Adelaide gave him a sympathetic look, her heartstrings tugged at by the concept of a man who’d risked everything for love. “Of course I’ll try.” She frowned, thinking about exactly how she was going to attempt this feat. “I… I think it would be best if one of the Vyusher were here with us. I need to be able to see the wolf- pack relationship line.”
Griffin said nothing for a moment, and in his current form, his expression was difficult to read.
“Griffin?” she prompted.
“Sorry. I was thinking about whom to ask. Selene’s out on business. Only a few wolves know about me. Really only leaves one option.” He didn’t sound too thrilled about it.
It took mere moments to contact the castle to let them know whom they needed and why. After a few minutes, Charlotte popped in with Desmond in tow. Adelaide hadn’t seen much of the flippant metamorph since meeting him and Maggie the night of Samuel’s prophesy.
“Hey, munchkin,” he greeted with a grin.
Adelaide glanced at Griffin, who gave her the wolf equivalent of a shrug. “Umm… hi.”
Desmond walked around the small house, checking it out. He glanced over at her with raised eyebrows and then smacked his forehead with his hand. “Sorry. I forgot that you don’t really remember me.”
“Yeah… sorry.”
He smiled. “Nice digs you got here.” Then he turned toward Griffin. “So, Goofy, we’re trying to get you into the pack so you can finally hook up with my girl, huh?”
“Last I checked, Selene’s my girl, Donald.” Griffin employed his telepathy so that both Adelaide and Desmond could hear him.

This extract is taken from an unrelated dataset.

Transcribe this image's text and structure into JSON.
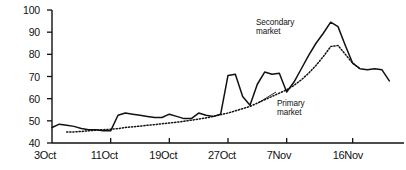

Adelaide sniggered. Ellie had told her about Griffin and Desmond’s little funny name thing. Apparently Desmond had started it, calling Griffin every G name but the right one. Eventually, Griffin had responded in kind. Desmond had also once proposed to Selene, then backed off when Griffin made his intentions clear. But Adelaide knew something the others didn’t know, that the two men truly respected each other and had even developed a solid friendship with an unusual level of trust given the start to their relationship.